● REQUIREMENT
Would you please repeat the data exactly as given?

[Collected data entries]
- - - - -

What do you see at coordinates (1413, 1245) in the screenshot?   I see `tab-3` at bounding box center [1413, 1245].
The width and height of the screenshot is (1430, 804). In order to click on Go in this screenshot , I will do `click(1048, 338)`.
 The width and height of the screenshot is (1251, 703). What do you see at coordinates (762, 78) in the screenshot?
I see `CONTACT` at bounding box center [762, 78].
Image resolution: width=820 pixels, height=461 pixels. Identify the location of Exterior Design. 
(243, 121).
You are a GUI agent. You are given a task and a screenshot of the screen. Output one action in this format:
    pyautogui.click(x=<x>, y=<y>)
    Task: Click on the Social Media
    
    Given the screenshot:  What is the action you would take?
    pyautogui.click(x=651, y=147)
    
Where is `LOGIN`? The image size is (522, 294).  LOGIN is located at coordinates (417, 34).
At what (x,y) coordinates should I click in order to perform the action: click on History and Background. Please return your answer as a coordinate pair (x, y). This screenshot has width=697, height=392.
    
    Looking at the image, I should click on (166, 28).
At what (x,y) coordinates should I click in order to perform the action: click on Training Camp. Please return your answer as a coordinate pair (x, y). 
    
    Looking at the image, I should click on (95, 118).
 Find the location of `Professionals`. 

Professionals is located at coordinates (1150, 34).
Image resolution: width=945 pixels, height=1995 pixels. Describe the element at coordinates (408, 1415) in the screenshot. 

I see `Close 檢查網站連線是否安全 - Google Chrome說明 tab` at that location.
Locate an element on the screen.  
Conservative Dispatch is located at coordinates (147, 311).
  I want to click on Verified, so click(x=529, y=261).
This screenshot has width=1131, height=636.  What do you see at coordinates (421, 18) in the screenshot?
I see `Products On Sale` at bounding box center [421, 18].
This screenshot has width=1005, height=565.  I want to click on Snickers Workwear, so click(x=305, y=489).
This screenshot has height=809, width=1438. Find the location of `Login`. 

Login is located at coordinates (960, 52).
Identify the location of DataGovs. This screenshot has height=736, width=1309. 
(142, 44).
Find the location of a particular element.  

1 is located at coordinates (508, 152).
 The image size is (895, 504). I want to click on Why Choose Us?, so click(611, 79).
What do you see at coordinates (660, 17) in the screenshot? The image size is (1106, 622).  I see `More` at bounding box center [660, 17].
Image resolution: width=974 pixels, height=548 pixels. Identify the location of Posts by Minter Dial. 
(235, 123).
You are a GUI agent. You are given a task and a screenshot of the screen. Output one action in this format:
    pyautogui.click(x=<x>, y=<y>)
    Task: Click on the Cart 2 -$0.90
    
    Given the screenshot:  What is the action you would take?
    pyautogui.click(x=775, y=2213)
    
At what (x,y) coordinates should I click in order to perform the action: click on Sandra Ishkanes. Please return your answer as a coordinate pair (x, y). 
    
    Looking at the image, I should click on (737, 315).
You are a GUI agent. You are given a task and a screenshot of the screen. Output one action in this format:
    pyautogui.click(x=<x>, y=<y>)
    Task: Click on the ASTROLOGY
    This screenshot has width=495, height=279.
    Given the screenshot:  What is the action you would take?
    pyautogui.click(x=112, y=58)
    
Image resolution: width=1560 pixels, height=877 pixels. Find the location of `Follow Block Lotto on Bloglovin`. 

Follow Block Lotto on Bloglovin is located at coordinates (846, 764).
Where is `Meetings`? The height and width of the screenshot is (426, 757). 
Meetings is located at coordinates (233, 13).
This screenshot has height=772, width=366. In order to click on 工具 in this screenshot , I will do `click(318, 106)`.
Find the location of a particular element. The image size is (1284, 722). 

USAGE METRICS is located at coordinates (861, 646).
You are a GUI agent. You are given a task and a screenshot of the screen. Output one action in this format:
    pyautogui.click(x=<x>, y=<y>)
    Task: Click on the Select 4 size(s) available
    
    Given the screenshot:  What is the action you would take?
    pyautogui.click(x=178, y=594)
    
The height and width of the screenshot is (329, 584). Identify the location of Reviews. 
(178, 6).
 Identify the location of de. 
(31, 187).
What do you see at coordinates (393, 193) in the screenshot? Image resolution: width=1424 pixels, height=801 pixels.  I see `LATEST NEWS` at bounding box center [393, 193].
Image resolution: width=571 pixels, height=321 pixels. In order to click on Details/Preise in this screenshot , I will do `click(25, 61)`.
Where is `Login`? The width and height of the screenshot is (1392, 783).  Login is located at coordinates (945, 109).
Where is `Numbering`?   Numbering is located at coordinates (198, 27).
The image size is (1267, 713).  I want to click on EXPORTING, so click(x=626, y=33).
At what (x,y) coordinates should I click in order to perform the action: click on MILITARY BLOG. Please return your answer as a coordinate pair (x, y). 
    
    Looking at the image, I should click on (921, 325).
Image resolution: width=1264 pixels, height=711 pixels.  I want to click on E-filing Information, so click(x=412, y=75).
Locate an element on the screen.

- - - - -

● ANSWER BOX
What do you see at coordinates (1413, 1245) in the screenshot?   I see `tab-3` at bounding box center [1413, 1245].
The width and height of the screenshot is (1430, 804). In order to click on Go in this screenshot , I will do `click(1048, 338)`.
 The width and height of the screenshot is (1251, 703). What do you see at coordinates (762, 78) in the screenshot?
I see `CONTACT` at bounding box center [762, 78].
Image resolution: width=820 pixels, height=461 pixels. Identify the location of Exterior Design. 
(243, 121).
You are a GUI agent. You are given a task and a screenshot of the screen. Output one action in this format:
    pyautogui.click(x=<x>, y=<y>)
    Task: Click on the Social Media
    
    Given the screenshot:  What is the action you would take?
    pyautogui.click(x=651, y=147)
    
Where is `LOGIN`? The image size is (522, 294).  LOGIN is located at coordinates (417, 34).
At what (x,y) coordinates should I click in order to perform the action: click on History and Background. Please return your answer as a coordinate pair (x, y). This screenshot has width=697, height=392.
    
    Looking at the image, I should click on (166, 28).
At what (x,y) coordinates should I click in order to perform the action: click on Training Camp. Please return your answer as a coordinate pair (x, y). 
    
    Looking at the image, I should click on (95, 118).
 Find the location of `Professionals`. 

Professionals is located at coordinates (1150, 34).
Image resolution: width=945 pixels, height=1995 pixels. Describe the element at coordinates (408, 1415) in the screenshot. 

I see `Close 檢查網站連線是否安全 - Google Chrome說明 tab` at that location.
Locate an element on the screen.  
Conservative Dispatch is located at coordinates (147, 311).
  I want to click on Verified, so click(x=529, y=261).
This screenshot has width=1131, height=636.  What do you see at coordinates (421, 18) in the screenshot?
I see `Products On Sale` at bounding box center [421, 18].
This screenshot has width=1005, height=565.  I want to click on Snickers Workwear, so click(x=305, y=489).
This screenshot has height=809, width=1438. Find the location of `Login`. 

Login is located at coordinates (960, 52).
Identify the location of DataGovs. This screenshot has height=736, width=1309. 
(142, 44).
Find the location of a particular element.  

1 is located at coordinates (508, 152).
 The image size is (895, 504). I want to click on Why Choose Us?, so click(611, 79).
What do you see at coordinates (660, 17) in the screenshot? The image size is (1106, 622).  I see `More` at bounding box center [660, 17].
Image resolution: width=974 pixels, height=548 pixels. Identify the location of Posts by Minter Dial. 
(235, 123).
You are a GUI agent. You are given a task and a screenshot of the screen. Output one action in this format:
    pyautogui.click(x=<x>, y=<y>)
    Task: Click on the Cart 2 -$0.90
    
    Given the screenshot:  What is the action you would take?
    pyautogui.click(x=775, y=2213)
    
At what (x,y) coordinates should I click in order to perform the action: click on Sandra Ishkanes. Please return your answer as a coordinate pair (x, y). 
    
    Looking at the image, I should click on (737, 315).
You are a GUI agent. You are given a task and a screenshot of the screen. Output one action in this format:
    pyautogui.click(x=<x>, y=<y>)
    Task: Click on the ASTROLOGY
    This screenshot has width=495, height=279.
    Given the screenshot:  What is the action you would take?
    pyautogui.click(x=112, y=58)
    
Image resolution: width=1560 pixels, height=877 pixels. Find the location of `Follow Block Lotto on Bloglovin`. 

Follow Block Lotto on Bloglovin is located at coordinates (846, 764).
Where is `Meetings`? The height and width of the screenshot is (426, 757). 
Meetings is located at coordinates (233, 13).
This screenshot has height=772, width=366. In order to click on 工具 in this screenshot , I will do `click(318, 106)`.
Find the location of a particular element. The image size is (1284, 722). 

USAGE METRICS is located at coordinates (861, 646).
You are a GUI agent. You are given a task and a screenshot of the screen. Output one action in this format:
    pyautogui.click(x=<x>, y=<y>)
    Task: Click on the Select 4 size(s) available
    
    Given the screenshot:  What is the action you would take?
    pyautogui.click(x=178, y=594)
    
The height and width of the screenshot is (329, 584). Identify the location of Reviews. 
(178, 6).
 Identify the location of de. 
(31, 187).
What do you see at coordinates (393, 193) in the screenshot? Image resolution: width=1424 pixels, height=801 pixels.  I see `LATEST NEWS` at bounding box center [393, 193].
Image resolution: width=571 pixels, height=321 pixels. In order to click on Details/Preise in this screenshot , I will do `click(25, 61)`.
Where is `Login`? The width and height of the screenshot is (1392, 783).  Login is located at coordinates (945, 109).
Where is `Numbering`?   Numbering is located at coordinates (198, 27).
The image size is (1267, 713).  I want to click on EXPORTING, so click(x=626, y=33).
At what (x,y) coordinates should I click in order to perform the action: click on MILITARY BLOG. Please return your answer as a coordinate pair (x, y). 
    
    Looking at the image, I should click on (921, 325).
Image resolution: width=1264 pixels, height=711 pixels.  I want to click on E-filing Information, so click(x=412, y=75).
Locate an element on the screen.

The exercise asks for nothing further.